Sha Na Na: From Rock ‘n’ Roll Stardom to Academe

The Chronicle of Higher Education: From Rock ‘n’ Roll Stardom to Academe

By INGRID NORTON

How do you top the thrill of playing at Woodstock? By going to graduate school, of course.

Just ask the members of Sha Na Na, who were the penultimate act at the legendary 1969 rock festival, in the slot just before Jimi Hendrix. Of Sha Na Na’s 12 original members, eight went on to get advanced degrees. The musicians, who blended doo-wop choruses with blazing dance moves, formed from a Columbia University a cappella group in the late 60s.

Beneath the group’s retro varnish, Sha Na Na’s story mirrors its generation’s: Square teenagers come to college from the suburbs and promptly trade in turtlenecks and stiff dance moves for shimmying, getting girls, and hanging out at clubs. As the decade recedes, they come back down to earth and rejoin the establishment, becoming lawyers, academics, and doctors.

“I don’t think I ever went to a rock concert till I was in a rock concert,” says Rob A. Leonard, a founding member and, today, a professor of linguistics at Hofstra University.

Sha Na Na was the brainchild of Rob Leonard’s brother, George, who was working on his Ph.D. George J. Leonard, now a professor of interdisciplinary humanities at San Francisco State University, wanted to revive 50s innocence through doo wop, making it avant-garde. He became a Svengali, teaching members dance moves and impressing them with his older girlfriend and Lincoln hard-top convertible. Sha Na Na’s first shows in 1969 were a sensation. By the end of summer the group had a gig at Woodstock.
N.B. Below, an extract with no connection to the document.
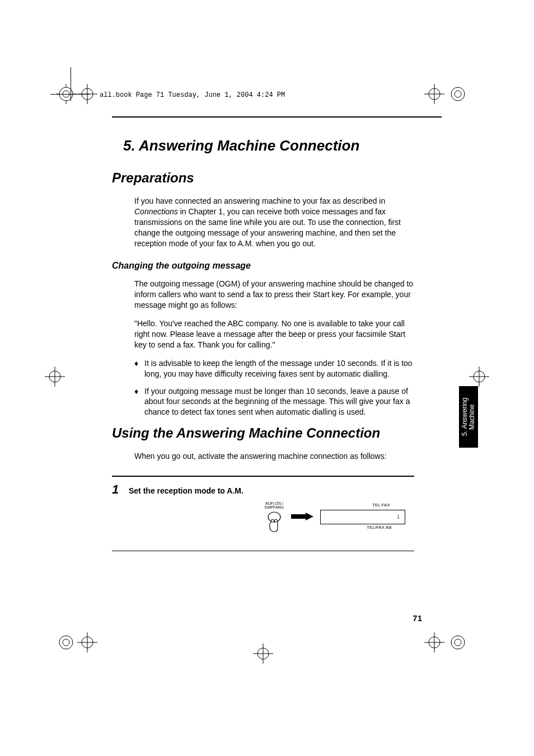  Describe the element at coordinates (381, 505) in the screenshot. I see `diagram-panel-top: TEL FAX` at that location.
“After that, my college experience was completely abnormal,” says Bruce C. Clarke, a professor of literature and science at Texas Tech University.

Members balanced lives as rock stars and students by taking classes that met in the middle of the week and touring on extended weekends. Rob Leonard, who would later do years of research in East Africa, originally took Swahili because it was the only introductory language class that didn’t meet on a Friday. Rich T. Joffe, who got a Ph.D. after leaving the group but is now an antitrust lawyer, remembers reading an introductory economics textbook on an airplane while the rest of his severely hung-over bandmates tried to sleep.
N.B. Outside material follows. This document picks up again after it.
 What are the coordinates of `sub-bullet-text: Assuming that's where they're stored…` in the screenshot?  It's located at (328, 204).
As time went on, performing took its toll. Rob Leonard started falling asleep during a 10 a.m. linguistics class; Mr. Clarke recalls skipping a party to read Rilke in his hotel room.

Slowly, members peeled off, pursuing separate paths. Mr. Clarke put himself through his first few years of graduate school with money he’d saved from tours. Alan M. Cooper, now provost and a professor of Jewish studies at the Jewish Theological Seminary, wondered if he should go back to the band when he couldn’t find housing at Yale graduate school. They all watched as the band took on new members and grew, starring in a variety show and appearing in the film Grease, which hit theaters 30 years ago this month.

All agree that Sha Na Na shaped them professionally. Mr. Cooper still relies on his performance instincts when he teaches. George Leonard calls his bandmates “the best students I ever had.” Musing on how Sha Na Na influenced him, Rob Leonard says, “Well, you can’t escape rock and roll.”